2. The increase in the human population, and the associated improvements in life-expectancy and standard of existence, are the cumulative benefit of what we may identify most simply and fairly as “scientific and technological progress.” The measure of this function of progress is an increase in the potential population-density of the human species; this represents a higher per-capita standard of living and longevity, combined with a decrease in the total number of hectares required to sustain an average individual human life.

View full size
Plato (428-348 B.C.) (left) and Aristotle (384-322 B.C.), in a detail of The School of Athens by Raphael.

3. These improvements are expressed functionally through a succession of successful, radical changes in human productive behavior…. These changes in the behavior of successive levels of upward development of society are analogous in form or function, and effect, to successful, upward biological evolution of species among the lower forms of life.

4. Thus, the problem of both discovering and choosing a Type of sequential ordering of thought-objects, corresponding to a negentropically ordered succession of revolutionary scientific modifications in known scientific principles, is a subjective matter. It is a matter of discovering which subjective Type of creative-mental generation of thought-objects corresponds to a negentropic sequence of increase in man’s cultural potential for increasing potential population-density.

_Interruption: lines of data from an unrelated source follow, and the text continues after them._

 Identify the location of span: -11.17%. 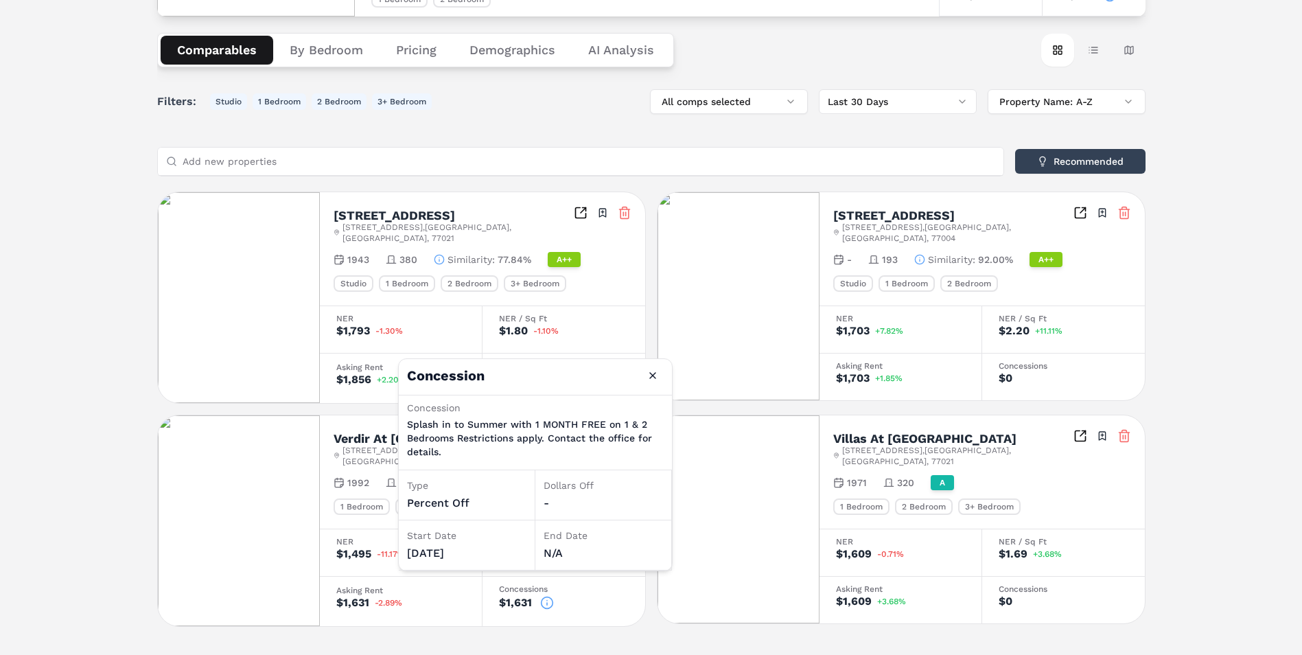
(391, 554).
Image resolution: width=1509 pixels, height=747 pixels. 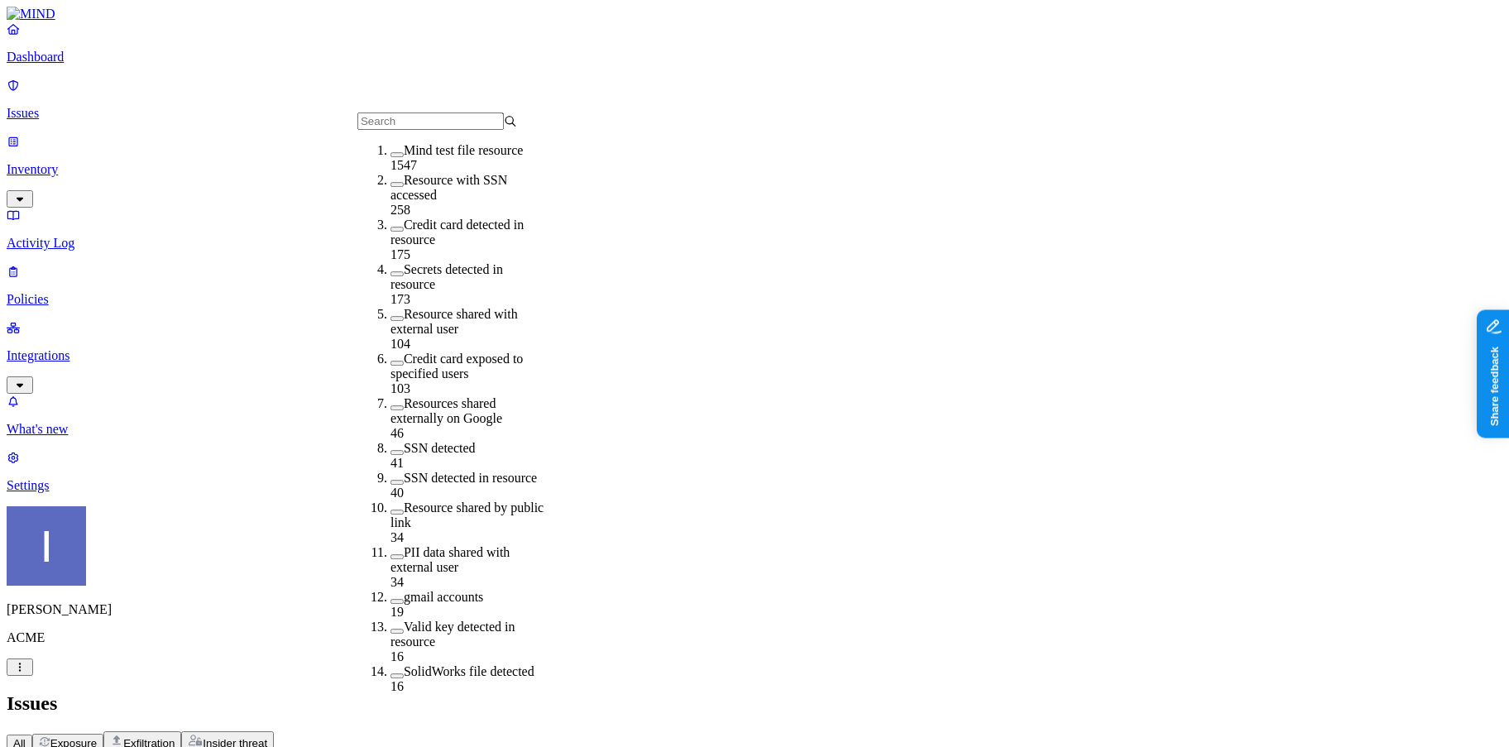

Thus, from this point of view, the subject of science is that higher-order of thought-object—a transfinite—which correlates formal scientific progress with rate of increase of this science-driven rate of growth of a culture’s potential population-density. In other words, man willfully increasing mankind’s power to perpetuate ever-more successfully his own species’ dominating existence within the universe.

This view is in contrast to the popularized materialist mythos of so-called “objective science,” of man as the contemplative mathematician-observer.

View full size
Plato’s Cave, attributed to Michiel Coxie the Elder (1499-1592).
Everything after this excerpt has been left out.